I’ve finally set up an RSS feed for this site and one of the things I needed to sort out was the use of URLs and image tags. All the anchor tags in this site are relative, and so are all the image sources. This isn’t going to work in an RSS feed because it would mean none of the links would work, and the images would all be broken. Fortunately this is easy to fix with the use of PHP’s string replacement functions.
Let’s say for example’s sake, that I have an associative array of data which has been fetched from the database with the following fields:
- content – the actual HTML content for the page content. This contains HTML tags in it ie it’s not just plain text. This is also the main content for the RSS feed, used in the <content:encoded> field.
- description – the short description used on search results pages and category pages in this site. This is used in the RSS feed for the short description as well, in the <description> field. It also contains HTML as per the content field.
- fullurl – the full url for the page, not including the domain name, but including leading and trailing slashes. For example, with this very post the value would be /replace-relative-urls-with-absolute-urls-php/
All image src attributes start with src="/images
and anchor hrefs href="/
or href="#
, so it’s really easy to convert these from relative URLs to full absolute URLs.
The code to do the replacement is as simple as this (I’ll explain it all in a little more detail below):
foreach(array('content', 'description') as $fieldname) { $article[$fieldname] = str_replace( array( 'src="/images/', 'href="/', 'href="#' ), array( 'src="https://electrictoolbox.com/images/', 'href="https://electrictoolbox.com/', "href="https://electrictoolbox.com{$article['fullurl']}#" ), $article[$fieldname] ); }
The foreach(array('content', 'description') as $fieldname)
foreach loop means there’s no copying and pasting of code to run the same replacement function twice, and also means if I ever need to add any more fields into the replacement then I can simply add it into the array and the replacements will be done on that too.
The rest of the code should be pretty clear. It’s possible to pass arrays into the PHP str_replace() function as I have done above, instead of calling it multiple times. The first element of the first array is replace with the first element of the second array, and so on.
Instead of hard coding the website address into it, I could have used the $_SERVER['HTTP_HOST']
address instead. That would make the code more portable.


**Exercise:** Copy every line of the data below exactly as given, except for the pictures.

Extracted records
━━━

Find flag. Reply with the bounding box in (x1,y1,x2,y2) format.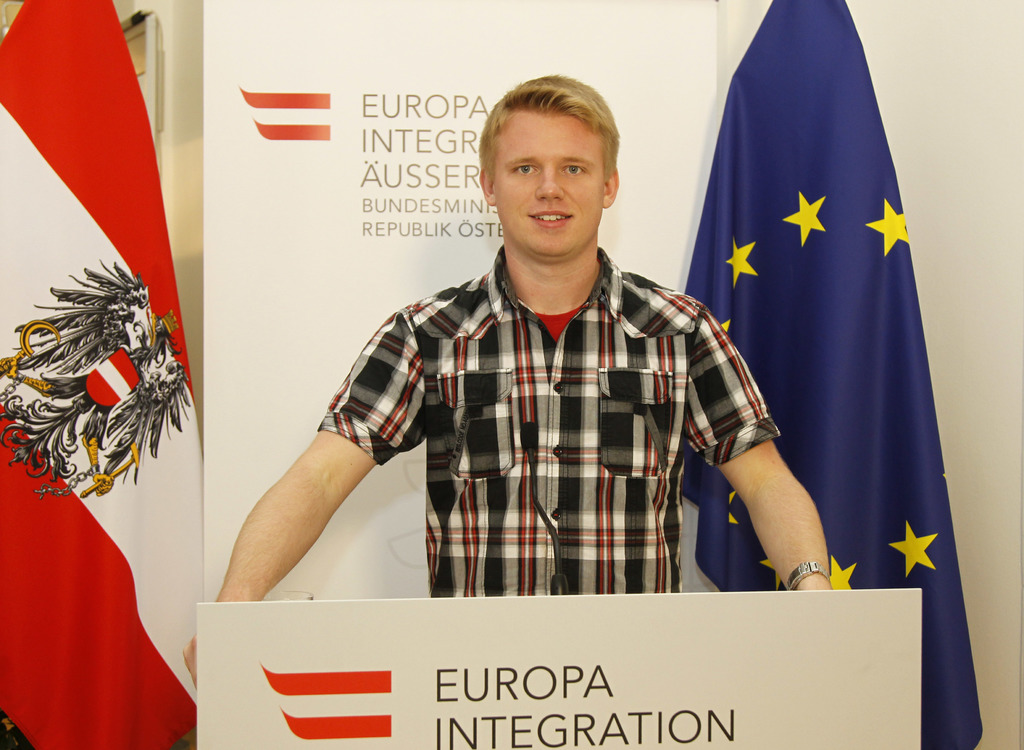
(0,0,199,749).
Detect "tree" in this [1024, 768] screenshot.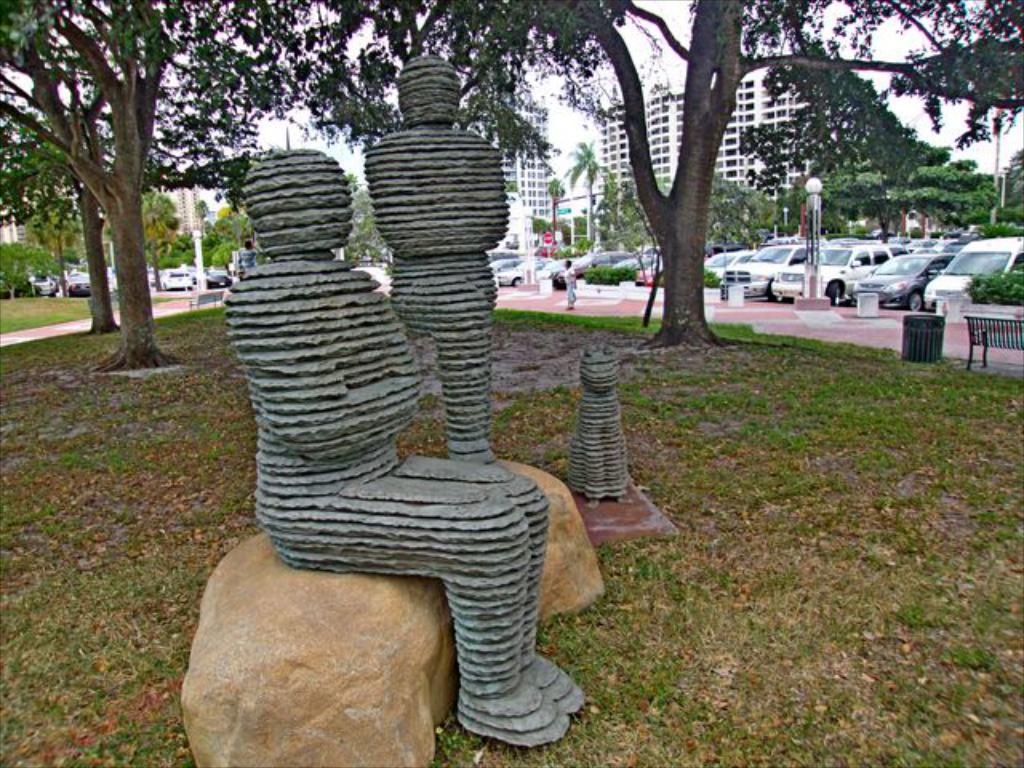
Detection: locate(558, 138, 614, 245).
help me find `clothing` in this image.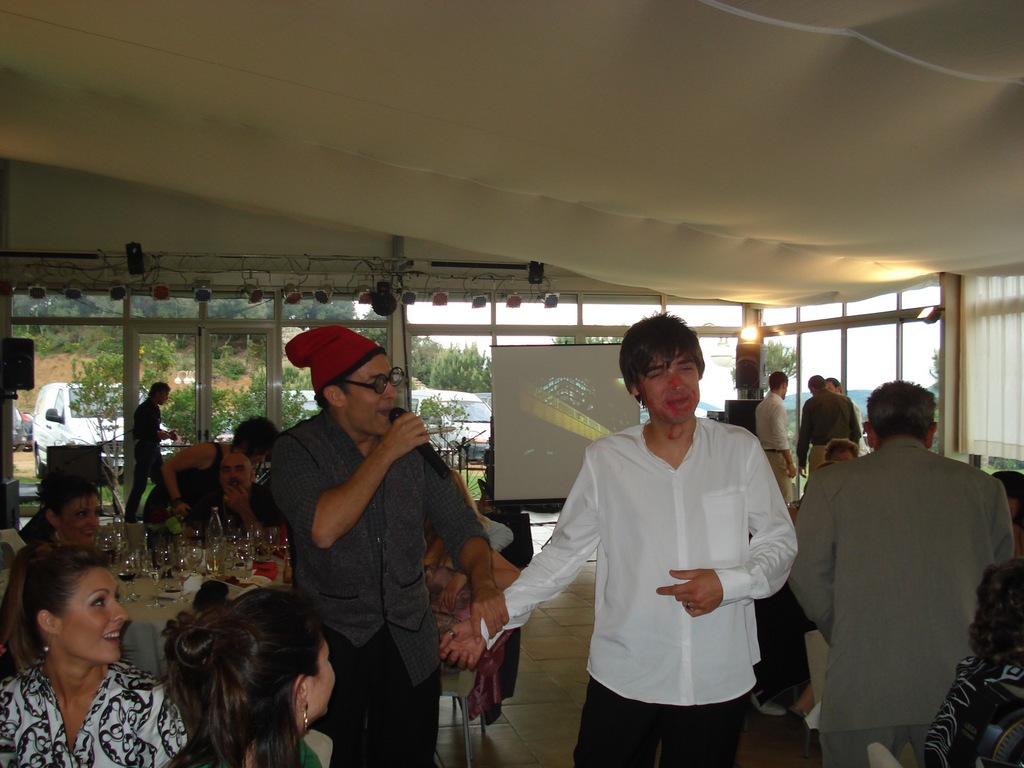
Found it: 479:419:803:709.
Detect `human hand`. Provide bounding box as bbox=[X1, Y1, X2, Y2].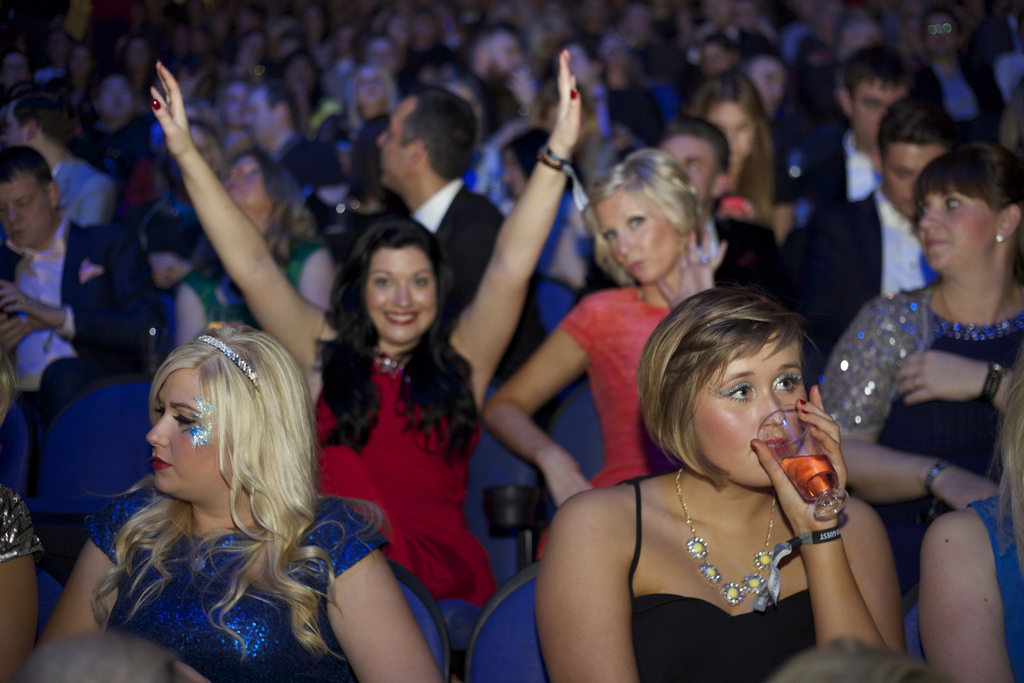
bbox=[653, 227, 728, 314].
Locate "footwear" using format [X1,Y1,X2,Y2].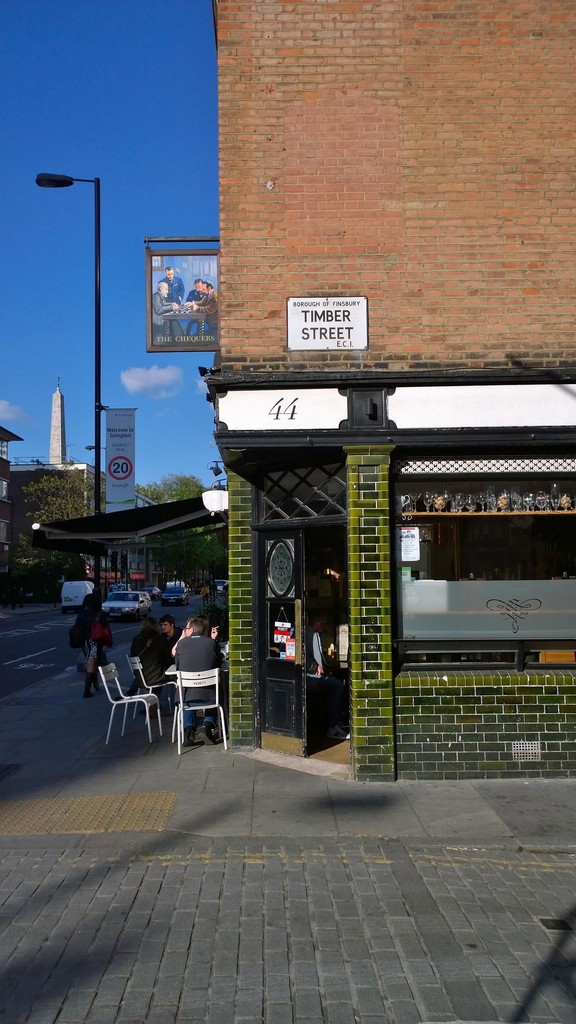
[92,673,99,694].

━━━

**Answer for this exercise:**
Find flag. Reply with the bounding box in (x1,y1,x2,y2) format.
(0,0,199,749).
Detect "tree" in this [1024, 768] screenshot.
Detection: locate(558, 138, 614, 245).
help me find `clothing` in this image.
Found it: 479:419:803:709.
Detect `human hand`. Provide bounding box as bbox=[X1, Y1, X2, Y2].
bbox=[653, 227, 728, 314].
Locate "footwear" using format [X1,Y1,X2,Y2].
[92,673,99,694].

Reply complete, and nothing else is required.